The tenets upon which capitalism is founded have already been abandoned in part by their sponsors as unworkable. But at best they represent a standard of social morality that is essentially destructive of social well-being.

The human race has no guarantee of the success of any experiment, and recent experiences with the war, and with the present post-war plight of Europe suggest that the capitalist experiment will fail disastrously unless some extraordinarily successful efforts are made to put things to rights.

Society experiments, trying first one means of advancement and then another. A certain number of these new ventures, which prove to be of social advantage, are adopted and incorporated into the social structure. The vast majority are rejected as inadequate to meet the social need.

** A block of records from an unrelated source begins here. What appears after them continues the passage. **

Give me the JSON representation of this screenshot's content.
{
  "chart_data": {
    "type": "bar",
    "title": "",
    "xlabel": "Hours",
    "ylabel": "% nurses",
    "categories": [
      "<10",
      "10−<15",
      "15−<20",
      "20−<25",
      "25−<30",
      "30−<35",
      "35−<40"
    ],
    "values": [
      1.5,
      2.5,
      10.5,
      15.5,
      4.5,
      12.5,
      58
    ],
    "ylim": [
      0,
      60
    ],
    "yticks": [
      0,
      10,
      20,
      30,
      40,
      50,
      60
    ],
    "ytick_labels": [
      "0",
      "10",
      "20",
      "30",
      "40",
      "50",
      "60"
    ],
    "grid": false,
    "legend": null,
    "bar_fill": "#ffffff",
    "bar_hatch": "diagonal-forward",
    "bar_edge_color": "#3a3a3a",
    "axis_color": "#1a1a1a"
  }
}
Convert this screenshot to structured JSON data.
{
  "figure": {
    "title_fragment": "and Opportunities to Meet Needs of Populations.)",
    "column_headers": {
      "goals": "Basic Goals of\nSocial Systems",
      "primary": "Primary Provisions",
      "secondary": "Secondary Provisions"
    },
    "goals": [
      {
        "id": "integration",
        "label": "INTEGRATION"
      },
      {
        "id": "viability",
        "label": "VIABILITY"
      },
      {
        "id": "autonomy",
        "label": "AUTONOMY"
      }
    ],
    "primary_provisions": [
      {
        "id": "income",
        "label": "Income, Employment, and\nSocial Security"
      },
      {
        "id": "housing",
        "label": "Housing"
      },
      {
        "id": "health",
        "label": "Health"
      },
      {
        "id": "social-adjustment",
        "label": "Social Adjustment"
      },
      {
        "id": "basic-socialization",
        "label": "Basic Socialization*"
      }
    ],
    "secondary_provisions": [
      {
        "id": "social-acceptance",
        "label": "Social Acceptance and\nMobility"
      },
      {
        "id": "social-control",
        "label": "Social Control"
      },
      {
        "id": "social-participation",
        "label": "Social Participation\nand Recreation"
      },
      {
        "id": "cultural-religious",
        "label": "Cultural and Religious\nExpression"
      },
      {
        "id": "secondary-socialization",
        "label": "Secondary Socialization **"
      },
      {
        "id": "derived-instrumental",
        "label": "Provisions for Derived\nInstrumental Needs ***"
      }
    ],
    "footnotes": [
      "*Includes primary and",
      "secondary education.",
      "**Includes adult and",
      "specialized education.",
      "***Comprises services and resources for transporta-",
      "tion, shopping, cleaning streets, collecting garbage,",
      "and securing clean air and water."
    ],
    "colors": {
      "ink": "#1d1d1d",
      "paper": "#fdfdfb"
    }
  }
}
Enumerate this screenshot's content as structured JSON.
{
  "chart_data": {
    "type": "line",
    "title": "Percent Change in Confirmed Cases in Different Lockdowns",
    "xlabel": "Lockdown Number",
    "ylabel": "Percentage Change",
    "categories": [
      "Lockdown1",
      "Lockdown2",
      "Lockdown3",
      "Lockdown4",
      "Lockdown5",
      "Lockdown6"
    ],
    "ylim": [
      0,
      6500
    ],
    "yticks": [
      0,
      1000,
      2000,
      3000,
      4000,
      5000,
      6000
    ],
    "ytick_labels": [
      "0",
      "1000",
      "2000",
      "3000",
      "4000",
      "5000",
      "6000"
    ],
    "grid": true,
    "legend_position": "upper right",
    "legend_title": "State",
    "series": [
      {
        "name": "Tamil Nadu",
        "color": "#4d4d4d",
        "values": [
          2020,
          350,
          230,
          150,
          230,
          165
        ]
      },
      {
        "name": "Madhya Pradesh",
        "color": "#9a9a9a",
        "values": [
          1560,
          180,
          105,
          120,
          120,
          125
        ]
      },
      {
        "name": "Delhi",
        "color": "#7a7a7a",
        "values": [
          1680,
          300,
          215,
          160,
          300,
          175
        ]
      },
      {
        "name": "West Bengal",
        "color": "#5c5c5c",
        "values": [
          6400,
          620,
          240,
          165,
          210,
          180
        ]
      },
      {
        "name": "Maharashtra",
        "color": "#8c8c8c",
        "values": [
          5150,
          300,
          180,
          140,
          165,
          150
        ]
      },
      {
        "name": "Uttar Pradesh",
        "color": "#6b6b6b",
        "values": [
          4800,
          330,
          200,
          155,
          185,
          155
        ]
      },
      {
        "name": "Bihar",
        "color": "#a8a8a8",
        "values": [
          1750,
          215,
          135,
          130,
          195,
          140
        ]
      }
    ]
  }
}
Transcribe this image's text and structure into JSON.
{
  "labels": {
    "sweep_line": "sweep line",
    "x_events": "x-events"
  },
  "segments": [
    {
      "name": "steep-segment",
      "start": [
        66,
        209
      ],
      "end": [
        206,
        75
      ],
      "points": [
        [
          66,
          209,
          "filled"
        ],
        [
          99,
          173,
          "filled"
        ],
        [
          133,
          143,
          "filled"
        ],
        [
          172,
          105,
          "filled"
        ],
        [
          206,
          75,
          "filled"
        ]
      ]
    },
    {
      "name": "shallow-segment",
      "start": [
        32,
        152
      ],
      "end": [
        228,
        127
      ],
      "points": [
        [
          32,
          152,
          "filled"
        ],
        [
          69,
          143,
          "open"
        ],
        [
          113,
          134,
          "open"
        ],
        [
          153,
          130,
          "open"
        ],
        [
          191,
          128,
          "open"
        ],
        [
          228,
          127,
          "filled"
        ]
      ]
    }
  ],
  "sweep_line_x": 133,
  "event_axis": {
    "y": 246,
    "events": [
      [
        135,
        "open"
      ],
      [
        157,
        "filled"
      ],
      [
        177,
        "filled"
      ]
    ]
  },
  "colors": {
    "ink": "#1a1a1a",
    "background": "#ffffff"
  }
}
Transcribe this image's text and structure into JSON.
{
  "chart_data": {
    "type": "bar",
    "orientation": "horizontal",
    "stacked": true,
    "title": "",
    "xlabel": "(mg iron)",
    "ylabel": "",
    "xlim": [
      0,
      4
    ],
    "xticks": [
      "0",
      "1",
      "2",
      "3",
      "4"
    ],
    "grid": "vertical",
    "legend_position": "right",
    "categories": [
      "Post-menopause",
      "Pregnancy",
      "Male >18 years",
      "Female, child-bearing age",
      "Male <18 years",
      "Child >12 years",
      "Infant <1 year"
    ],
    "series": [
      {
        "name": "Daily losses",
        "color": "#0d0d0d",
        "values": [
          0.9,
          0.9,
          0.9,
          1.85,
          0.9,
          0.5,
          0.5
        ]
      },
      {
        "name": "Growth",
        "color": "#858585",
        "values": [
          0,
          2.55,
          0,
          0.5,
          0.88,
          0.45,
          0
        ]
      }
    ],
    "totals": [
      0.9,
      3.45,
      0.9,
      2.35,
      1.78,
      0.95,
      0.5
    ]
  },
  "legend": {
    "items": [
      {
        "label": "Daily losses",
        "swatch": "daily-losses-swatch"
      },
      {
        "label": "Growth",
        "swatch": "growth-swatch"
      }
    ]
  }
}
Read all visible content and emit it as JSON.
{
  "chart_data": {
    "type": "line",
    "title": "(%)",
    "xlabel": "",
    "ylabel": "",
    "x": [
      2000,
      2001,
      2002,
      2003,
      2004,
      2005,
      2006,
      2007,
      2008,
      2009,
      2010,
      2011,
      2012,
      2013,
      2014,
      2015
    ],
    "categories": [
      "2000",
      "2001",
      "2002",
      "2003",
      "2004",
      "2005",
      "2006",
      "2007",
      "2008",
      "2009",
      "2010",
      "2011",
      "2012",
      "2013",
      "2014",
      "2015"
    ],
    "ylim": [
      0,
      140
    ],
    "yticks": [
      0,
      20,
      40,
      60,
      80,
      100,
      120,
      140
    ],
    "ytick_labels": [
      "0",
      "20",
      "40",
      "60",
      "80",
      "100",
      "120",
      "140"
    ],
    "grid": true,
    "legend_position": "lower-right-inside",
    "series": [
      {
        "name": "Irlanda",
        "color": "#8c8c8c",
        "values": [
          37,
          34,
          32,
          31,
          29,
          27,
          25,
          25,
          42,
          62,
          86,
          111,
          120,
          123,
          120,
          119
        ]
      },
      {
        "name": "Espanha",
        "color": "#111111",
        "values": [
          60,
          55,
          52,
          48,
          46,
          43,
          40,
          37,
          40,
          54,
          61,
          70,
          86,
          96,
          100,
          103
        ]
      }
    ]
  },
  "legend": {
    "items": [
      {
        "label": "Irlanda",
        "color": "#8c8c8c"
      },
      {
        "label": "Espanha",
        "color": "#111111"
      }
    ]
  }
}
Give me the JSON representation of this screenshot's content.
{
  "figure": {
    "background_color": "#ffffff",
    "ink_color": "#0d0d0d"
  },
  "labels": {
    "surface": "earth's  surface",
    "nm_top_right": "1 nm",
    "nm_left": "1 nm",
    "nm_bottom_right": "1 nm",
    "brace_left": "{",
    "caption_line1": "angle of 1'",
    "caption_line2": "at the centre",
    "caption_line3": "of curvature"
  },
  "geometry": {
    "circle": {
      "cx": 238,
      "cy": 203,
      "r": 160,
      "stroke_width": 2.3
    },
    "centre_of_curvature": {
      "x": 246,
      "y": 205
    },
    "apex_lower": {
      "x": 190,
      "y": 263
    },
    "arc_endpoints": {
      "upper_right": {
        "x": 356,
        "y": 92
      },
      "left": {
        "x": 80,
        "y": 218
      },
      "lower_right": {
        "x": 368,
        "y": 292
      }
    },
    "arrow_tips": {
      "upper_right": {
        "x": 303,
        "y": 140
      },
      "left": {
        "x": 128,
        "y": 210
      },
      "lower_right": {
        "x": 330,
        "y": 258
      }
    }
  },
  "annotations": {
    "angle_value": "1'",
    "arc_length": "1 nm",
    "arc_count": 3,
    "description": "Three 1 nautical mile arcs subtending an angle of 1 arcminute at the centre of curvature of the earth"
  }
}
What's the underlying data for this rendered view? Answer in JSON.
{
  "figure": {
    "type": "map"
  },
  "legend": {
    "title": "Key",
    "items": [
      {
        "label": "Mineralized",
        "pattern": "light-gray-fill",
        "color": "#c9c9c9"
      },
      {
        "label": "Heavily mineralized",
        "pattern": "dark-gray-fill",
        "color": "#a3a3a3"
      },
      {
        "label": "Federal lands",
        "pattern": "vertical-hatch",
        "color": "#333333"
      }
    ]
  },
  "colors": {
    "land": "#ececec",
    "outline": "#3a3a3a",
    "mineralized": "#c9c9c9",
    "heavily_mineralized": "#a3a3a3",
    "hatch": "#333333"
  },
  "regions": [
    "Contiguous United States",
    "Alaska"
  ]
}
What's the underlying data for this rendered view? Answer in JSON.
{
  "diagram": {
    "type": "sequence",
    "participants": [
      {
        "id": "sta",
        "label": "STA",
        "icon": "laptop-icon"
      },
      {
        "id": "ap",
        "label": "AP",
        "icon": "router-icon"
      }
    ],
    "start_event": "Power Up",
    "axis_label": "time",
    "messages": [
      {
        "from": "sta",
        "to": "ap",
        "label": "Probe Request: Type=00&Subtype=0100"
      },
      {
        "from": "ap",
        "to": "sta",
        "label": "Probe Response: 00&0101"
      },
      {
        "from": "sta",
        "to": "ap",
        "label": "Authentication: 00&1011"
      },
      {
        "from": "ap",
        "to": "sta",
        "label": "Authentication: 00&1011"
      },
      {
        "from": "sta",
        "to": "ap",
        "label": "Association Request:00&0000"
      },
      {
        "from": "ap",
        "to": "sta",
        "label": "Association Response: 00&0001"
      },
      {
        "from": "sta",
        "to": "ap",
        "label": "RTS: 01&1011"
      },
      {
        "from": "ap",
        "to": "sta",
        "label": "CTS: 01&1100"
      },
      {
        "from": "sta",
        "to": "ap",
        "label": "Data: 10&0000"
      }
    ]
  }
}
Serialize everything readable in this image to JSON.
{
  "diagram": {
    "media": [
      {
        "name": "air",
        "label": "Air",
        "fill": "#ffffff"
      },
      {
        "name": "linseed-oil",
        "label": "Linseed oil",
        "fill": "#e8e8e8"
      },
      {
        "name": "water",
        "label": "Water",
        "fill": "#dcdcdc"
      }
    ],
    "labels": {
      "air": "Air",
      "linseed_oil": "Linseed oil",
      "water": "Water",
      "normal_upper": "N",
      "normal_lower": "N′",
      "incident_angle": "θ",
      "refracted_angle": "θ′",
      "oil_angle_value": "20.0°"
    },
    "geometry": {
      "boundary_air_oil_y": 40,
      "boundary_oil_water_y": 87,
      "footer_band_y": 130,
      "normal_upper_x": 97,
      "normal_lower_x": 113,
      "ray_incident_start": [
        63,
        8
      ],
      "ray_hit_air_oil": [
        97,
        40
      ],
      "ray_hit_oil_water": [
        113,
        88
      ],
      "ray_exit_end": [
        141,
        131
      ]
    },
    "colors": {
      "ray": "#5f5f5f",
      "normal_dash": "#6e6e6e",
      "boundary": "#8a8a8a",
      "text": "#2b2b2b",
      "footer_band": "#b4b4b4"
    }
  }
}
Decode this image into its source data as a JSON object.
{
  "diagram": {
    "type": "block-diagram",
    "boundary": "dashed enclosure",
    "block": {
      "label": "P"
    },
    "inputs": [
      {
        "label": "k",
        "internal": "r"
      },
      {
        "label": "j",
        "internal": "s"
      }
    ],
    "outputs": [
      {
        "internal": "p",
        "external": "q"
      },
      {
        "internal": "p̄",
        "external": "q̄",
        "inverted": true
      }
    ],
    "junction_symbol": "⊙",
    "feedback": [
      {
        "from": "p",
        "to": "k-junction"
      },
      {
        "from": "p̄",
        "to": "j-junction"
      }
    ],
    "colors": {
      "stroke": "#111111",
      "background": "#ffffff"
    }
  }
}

Capitalism is apparently in this latter class.

3. The Cost of Experience

Experiment is the necessary road to new experience, and the cost of experiment is written in the immense wastes that it involves. Experience gained through experiment is sometimes very costly. It is never cheap.

Frequently these costs, measured in terms of misery, are so great as to overbalance the advantages gained through the experiment. If, therefore, there were another way to gain knowledge except through the processes of experiment, it would result in an immense saving for mankind.

4. Education

There is a way, other than experiment, in which knowledge may be gained. Instead of relying on experiment (direct experience) for the spreading of knowledge, it is possible to utilize the indirect channel called education. If this method is followed, and the results of the race experiment and experience are made available to the young of each generation, the need for experiment will be limited to a narrow field, since most of the necessary knowledge will be communicated through education.

The individual need not repeat all of the experiments of his ancestors with animal breeding, harvesting, weaving, smelting, writing, house-building, etc. One by one these arts and crafts were built up—each generation adding its quota to the total of knowledge. These results of past experience, which were first passed from hand to hand, then from mouth to mouth, and finally written down, and which have been handed from generation to generation through the processes of education, are among the most important of all social assets.

The farther the race goes in its accumulation of knowledge, the more important does education become, since there is more to transmit from one generation to the next. Among primitive people the educational process is completed at a very early age. With the emergence of arts and crafts, the apprenticeship to life becomes longer. At the present time, the individual may continue his education as long as he is capable of acquiring new ideas. Under the present society, therefore, the educational processes are the chief reliance for the transmission of new ideas.